• **WHAT TO PRODUCE**
Exactly the lines from the one with "Locate an element on the screen. The" through the last line of the listing must be given again.

• **TASK MATERIAL**
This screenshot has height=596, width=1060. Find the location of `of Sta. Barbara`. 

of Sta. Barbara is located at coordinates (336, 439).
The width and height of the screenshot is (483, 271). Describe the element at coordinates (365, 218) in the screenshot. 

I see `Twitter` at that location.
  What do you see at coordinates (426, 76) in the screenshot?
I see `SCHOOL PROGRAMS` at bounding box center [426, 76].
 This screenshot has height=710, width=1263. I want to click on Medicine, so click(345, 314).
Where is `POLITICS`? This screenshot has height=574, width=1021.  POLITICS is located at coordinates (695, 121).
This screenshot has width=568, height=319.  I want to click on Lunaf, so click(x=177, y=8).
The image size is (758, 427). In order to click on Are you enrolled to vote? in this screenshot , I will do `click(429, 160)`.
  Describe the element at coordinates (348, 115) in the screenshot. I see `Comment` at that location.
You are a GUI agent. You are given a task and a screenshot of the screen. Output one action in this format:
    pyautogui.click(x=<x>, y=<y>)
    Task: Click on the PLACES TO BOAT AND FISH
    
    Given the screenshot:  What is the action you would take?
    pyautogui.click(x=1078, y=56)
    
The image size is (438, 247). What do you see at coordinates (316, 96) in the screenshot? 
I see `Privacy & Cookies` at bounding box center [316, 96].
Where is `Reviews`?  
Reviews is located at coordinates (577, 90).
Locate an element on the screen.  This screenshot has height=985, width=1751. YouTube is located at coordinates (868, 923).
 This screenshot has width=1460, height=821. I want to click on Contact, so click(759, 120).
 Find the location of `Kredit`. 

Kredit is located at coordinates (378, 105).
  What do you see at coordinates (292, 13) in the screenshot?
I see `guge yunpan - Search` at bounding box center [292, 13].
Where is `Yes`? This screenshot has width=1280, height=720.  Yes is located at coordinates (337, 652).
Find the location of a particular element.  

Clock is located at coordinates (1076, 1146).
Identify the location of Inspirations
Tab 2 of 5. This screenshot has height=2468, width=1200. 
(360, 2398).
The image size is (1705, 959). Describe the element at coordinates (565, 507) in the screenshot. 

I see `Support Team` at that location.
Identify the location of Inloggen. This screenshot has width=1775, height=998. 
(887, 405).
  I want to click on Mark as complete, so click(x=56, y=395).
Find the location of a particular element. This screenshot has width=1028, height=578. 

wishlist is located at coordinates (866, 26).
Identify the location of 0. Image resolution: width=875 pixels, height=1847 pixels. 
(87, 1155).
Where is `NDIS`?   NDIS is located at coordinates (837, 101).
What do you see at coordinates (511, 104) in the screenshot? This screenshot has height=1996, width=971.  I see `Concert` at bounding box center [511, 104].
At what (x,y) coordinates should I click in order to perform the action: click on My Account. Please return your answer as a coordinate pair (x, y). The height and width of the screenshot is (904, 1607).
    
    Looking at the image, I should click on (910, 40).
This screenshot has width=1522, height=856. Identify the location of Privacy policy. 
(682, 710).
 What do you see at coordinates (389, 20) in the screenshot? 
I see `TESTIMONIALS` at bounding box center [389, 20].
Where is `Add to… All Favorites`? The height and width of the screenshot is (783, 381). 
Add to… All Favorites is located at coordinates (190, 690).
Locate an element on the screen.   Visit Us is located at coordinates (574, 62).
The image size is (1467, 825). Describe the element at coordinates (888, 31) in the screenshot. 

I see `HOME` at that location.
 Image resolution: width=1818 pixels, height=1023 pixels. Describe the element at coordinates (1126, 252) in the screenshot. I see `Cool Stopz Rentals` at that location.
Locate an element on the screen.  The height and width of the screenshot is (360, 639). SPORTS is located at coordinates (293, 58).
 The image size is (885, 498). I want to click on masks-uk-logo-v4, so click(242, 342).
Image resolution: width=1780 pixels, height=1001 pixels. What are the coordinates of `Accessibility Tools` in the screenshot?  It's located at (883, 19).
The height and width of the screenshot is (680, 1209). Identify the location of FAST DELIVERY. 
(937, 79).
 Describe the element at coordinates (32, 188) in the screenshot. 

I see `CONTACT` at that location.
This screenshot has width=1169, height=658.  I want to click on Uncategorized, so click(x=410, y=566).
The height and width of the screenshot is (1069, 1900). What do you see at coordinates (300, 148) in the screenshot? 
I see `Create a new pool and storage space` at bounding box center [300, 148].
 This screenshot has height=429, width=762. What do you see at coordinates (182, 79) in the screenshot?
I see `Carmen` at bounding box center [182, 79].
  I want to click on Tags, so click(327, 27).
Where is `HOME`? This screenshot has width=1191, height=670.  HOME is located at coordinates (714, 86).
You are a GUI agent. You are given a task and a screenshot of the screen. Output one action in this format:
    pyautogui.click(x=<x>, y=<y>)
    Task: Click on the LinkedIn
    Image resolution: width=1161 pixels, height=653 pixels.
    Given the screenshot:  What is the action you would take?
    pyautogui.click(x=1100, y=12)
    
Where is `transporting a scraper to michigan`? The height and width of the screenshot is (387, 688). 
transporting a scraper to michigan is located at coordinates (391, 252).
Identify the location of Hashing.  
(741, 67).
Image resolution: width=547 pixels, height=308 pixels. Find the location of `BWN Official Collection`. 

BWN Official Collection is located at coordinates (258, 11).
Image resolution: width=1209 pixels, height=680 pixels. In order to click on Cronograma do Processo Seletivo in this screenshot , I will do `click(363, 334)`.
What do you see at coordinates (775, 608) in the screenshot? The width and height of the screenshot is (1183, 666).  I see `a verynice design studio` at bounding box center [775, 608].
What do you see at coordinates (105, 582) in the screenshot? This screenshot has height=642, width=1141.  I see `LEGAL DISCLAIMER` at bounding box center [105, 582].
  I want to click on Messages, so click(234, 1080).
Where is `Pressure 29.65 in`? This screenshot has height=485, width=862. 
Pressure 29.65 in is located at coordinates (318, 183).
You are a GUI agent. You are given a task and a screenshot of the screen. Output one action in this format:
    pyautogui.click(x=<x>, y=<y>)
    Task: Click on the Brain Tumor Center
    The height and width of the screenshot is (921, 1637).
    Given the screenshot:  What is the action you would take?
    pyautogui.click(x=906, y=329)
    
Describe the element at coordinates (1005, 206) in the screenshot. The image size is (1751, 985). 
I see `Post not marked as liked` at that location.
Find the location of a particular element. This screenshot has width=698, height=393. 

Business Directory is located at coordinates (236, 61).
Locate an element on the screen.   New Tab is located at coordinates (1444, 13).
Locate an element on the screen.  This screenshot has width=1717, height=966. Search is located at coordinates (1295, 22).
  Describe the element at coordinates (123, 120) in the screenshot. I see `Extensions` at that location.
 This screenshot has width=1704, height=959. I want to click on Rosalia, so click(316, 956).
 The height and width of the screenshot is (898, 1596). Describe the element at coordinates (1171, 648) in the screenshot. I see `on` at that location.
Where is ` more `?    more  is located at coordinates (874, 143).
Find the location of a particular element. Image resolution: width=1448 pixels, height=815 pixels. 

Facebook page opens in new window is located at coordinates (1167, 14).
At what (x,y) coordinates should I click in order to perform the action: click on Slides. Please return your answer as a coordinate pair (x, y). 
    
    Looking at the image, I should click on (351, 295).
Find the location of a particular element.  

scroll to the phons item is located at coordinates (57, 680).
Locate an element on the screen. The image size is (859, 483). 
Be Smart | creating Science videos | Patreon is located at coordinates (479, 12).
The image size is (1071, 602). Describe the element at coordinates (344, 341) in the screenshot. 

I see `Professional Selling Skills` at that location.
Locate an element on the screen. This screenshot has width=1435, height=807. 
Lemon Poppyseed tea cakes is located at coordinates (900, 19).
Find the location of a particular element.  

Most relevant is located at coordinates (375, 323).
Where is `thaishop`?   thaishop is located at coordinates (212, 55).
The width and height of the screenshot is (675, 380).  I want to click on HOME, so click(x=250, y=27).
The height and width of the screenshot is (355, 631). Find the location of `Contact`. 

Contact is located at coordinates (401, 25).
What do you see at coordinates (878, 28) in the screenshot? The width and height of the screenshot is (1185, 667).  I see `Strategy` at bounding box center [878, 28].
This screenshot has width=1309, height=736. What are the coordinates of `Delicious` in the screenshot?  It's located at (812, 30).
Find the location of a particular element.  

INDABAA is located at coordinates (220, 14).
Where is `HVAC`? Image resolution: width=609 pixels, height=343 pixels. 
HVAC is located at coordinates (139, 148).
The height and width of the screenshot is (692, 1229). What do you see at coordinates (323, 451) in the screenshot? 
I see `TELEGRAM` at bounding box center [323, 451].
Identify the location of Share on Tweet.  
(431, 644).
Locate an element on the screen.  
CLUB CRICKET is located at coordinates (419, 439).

• **FINISHED TASK**
Locate an element on the screen. The image size is (859, 483). 
Be Smart | creating Science videos | Patreon is located at coordinates (479, 12).
The image size is (1071, 602). Describe the element at coordinates (344, 341) in the screenshot. 

I see `Professional Selling Skills` at that location.
Locate an element on the screen. This screenshot has width=1435, height=807. 
Lemon Poppyseed tea cakes is located at coordinates (900, 19).
Find the location of a particular element.  

Most relevant is located at coordinates (375, 323).
Where is `thaishop`?   thaishop is located at coordinates (212, 55).
The width and height of the screenshot is (675, 380).  I want to click on HOME, so click(x=250, y=27).
The height and width of the screenshot is (355, 631). Find the location of `Contact`. 

Contact is located at coordinates (401, 25).
What do you see at coordinates (878, 28) in the screenshot? The width and height of the screenshot is (1185, 667).  I see `Strategy` at bounding box center [878, 28].
This screenshot has width=1309, height=736. What are the coordinates of `Delicious` in the screenshot?  It's located at (812, 30).
Find the location of a particular element.  

INDABAA is located at coordinates (220, 14).
Where is `HVAC`? Image resolution: width=609 pixels, height=343 pixels. 
HVAC is located at coordinates (139, 148).
The height and width of the screenshot is (692, 1229). What do you see at coordinates (323, 451) in the screenshot? 
I see `TELEGRAM` at bounding box center [323, 451].
Identify the location of Share on Tweet.  
(431, 644).
Locate an element on the screen.  
CLUB CRICKET is located at coordinates (419, 439).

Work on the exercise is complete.